Strong form: An agent or group is a structural or dispositional abuser if, across available contexts in which they hold power, they systematically exploit that power, such that role reversal would predict abuse independently of contingent historical outcomes.
This test does not invalidate criticism made by contingent victims, but it weakens one side of their moral position if they themselves are abusers. Abusers have no justification for their actions; victims who abuse others undermine part of their own defence. This incoherence does not absolve the original abuser, but it does implicate the victim as well. In defending themselves, they partially accuse themselves. As dispositional abusers, they would likely behave as their abusers if positions were reversed.
It is easy to find people who abuse non-human animals but would never abuse another human; they are contingent and dispositional abusers. This case highlights the final angle I want to explore. When abusers seek to avoid being labelled as such, they degrade their victims’ status. Abuse is condemned when inflicted on equals, so abusers either lower their victims’ status or elevate their own, until victims no longer appear as victims but as objects, livestock, or ungodly creatures.

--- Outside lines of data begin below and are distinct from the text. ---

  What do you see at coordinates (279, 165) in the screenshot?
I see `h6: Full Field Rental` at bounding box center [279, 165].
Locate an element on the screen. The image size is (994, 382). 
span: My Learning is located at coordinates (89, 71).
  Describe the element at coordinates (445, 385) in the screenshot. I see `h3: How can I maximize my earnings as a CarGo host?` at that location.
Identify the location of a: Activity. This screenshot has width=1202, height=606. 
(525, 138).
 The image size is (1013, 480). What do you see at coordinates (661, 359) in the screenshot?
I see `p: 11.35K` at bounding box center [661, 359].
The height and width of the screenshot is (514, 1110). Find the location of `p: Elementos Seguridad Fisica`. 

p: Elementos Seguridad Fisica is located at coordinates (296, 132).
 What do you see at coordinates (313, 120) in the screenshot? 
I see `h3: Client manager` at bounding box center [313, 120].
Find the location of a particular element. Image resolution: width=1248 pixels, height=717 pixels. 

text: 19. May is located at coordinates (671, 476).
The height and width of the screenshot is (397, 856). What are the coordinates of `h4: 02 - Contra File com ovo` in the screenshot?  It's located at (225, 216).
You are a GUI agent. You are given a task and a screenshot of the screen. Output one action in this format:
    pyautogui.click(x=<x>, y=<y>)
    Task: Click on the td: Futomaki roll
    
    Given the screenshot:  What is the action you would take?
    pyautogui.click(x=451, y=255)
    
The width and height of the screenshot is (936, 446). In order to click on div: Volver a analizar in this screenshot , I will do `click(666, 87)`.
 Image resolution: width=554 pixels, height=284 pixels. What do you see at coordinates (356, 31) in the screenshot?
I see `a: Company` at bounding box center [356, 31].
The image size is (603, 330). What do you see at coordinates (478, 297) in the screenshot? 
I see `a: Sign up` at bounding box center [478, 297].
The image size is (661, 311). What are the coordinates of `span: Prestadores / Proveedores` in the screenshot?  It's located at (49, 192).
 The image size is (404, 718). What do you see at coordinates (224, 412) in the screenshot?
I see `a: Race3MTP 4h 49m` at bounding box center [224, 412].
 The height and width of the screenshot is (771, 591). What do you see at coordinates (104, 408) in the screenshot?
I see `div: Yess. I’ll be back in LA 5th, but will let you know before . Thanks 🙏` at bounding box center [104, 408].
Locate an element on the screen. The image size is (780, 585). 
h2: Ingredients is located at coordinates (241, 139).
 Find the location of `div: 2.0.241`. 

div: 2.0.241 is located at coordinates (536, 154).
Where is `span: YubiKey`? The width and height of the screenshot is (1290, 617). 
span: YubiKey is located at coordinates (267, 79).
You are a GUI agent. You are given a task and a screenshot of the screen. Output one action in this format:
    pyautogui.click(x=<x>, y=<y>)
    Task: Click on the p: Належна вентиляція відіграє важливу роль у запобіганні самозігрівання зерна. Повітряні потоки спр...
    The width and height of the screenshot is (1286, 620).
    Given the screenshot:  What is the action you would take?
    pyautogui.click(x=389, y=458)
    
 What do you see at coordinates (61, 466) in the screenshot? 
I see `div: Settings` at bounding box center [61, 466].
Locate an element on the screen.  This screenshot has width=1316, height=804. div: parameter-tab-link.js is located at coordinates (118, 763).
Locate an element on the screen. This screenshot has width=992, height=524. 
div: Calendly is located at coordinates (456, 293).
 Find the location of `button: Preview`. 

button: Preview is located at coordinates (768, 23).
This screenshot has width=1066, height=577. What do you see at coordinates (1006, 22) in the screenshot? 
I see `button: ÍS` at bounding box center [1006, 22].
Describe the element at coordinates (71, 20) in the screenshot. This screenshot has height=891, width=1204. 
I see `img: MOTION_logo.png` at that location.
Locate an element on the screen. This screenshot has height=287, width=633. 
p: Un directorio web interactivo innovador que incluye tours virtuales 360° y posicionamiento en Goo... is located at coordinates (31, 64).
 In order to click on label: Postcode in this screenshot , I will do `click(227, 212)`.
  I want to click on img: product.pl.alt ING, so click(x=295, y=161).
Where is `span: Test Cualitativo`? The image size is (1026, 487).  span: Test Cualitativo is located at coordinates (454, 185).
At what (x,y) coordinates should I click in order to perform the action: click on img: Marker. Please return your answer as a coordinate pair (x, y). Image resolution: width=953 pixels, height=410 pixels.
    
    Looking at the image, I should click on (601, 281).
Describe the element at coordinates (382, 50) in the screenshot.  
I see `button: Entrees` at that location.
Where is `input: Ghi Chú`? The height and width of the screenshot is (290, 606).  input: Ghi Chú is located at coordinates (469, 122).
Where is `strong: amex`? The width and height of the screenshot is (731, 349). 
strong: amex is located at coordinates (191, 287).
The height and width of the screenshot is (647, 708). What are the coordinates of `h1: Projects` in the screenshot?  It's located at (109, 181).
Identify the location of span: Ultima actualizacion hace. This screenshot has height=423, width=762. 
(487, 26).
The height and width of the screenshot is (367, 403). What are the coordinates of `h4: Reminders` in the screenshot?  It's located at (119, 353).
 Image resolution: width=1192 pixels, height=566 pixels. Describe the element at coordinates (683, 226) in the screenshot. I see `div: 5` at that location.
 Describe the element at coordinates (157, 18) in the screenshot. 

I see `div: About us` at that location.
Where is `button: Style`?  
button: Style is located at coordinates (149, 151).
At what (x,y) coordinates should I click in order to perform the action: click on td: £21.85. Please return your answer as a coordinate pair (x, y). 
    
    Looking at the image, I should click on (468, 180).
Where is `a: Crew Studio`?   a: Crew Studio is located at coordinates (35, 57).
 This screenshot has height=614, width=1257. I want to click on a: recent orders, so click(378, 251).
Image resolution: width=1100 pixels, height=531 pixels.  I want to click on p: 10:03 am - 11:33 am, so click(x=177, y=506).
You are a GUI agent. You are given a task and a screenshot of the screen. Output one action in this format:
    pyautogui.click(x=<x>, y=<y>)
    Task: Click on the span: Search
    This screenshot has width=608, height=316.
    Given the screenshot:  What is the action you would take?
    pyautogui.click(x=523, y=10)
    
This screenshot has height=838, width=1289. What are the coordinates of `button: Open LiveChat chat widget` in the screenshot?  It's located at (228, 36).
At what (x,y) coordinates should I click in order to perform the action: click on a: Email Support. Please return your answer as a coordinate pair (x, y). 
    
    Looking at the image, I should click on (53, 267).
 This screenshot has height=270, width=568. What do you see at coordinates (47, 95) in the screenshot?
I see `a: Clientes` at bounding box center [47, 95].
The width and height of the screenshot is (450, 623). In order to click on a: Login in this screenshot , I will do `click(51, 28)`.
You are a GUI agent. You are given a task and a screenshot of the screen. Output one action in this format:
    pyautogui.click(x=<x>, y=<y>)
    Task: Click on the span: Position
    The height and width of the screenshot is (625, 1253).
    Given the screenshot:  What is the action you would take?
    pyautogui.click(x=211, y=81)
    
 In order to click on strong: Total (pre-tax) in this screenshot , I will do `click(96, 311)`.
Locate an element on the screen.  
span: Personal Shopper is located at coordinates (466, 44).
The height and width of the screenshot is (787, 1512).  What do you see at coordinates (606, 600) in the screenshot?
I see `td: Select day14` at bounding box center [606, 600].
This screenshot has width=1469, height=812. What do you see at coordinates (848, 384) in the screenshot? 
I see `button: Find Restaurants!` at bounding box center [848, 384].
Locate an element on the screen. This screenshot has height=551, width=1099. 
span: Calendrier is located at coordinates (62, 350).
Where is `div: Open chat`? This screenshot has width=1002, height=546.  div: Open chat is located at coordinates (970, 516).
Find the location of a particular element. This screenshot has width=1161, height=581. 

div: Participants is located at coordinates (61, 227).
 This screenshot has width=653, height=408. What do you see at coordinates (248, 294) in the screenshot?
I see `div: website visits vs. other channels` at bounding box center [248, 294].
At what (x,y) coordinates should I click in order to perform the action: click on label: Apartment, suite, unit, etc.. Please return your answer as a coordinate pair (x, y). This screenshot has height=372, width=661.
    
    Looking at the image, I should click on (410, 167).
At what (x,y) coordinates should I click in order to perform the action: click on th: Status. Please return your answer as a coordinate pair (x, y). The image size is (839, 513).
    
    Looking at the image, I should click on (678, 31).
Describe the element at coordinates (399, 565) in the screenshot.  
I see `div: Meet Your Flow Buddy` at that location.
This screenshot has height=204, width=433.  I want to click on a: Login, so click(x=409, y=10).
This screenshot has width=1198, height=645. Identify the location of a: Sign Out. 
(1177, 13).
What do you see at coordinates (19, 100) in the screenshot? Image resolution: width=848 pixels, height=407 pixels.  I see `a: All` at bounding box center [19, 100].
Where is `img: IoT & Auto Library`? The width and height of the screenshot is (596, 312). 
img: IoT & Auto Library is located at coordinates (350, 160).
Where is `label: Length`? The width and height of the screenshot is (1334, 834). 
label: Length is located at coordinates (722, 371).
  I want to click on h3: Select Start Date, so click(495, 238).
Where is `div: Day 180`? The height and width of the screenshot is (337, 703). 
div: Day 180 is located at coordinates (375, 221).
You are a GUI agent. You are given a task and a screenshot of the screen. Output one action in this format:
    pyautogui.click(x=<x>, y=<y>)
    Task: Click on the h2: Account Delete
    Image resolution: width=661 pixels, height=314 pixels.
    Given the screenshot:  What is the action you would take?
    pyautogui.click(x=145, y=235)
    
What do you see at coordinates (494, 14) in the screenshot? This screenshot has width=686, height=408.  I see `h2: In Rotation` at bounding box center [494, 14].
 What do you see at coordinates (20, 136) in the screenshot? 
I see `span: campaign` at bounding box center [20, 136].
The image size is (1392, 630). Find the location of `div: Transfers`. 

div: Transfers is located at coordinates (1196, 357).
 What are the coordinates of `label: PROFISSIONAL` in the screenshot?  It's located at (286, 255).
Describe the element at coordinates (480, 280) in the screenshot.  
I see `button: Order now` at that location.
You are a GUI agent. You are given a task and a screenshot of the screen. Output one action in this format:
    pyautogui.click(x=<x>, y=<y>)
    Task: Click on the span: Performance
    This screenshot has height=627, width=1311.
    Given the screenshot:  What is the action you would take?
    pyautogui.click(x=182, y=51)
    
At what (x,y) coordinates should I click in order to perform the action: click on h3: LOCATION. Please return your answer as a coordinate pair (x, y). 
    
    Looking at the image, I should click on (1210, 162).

In conclusion, risk, merit, and especially abuse depend crucially on how they appear under counterfactual reversal inspection. Although this exercise may evoke multiverse or science-fiction imagery, it can applied in practice through two mechanisms. The first is the inspection of abuse within nested power structures, where conduct at smaller scales can be extrapolated to larger ones. The second is the observation of historical role reversals, examining how former victims/abusers behave once they gain/lose power.
Only those who renounce all forms of power when it is available can reasonably be trusted as dispositional non-abusers, and even this is not proof. Only sustained empirical behaviour over time counts as evidence. The rest, those who denounce colonisation after previously appropriated land at the expense of ecosystems, those who decry genocide while later committing one, those who terrorise a country for decades and then complain about the violence that follows, are no better than their claimed enemies.
As a final remark, true dispositions are revealed only through behaviour in one’s own historical context. Almost everyone alive today condemns nineteenth-century racism, yet almost no one did so at the relevant time, when abuse of slaves was widespread and profitable. There were, besides the courageous victims, only a handful of people among the dominant group who actively denounced slavery and fought it. Those individuals were true moral gems of their era, and there are many such people today as well. Do not confuse mere victimhood with genuine moral disposition, ascribed only to those who pass the counterfactual reversal test.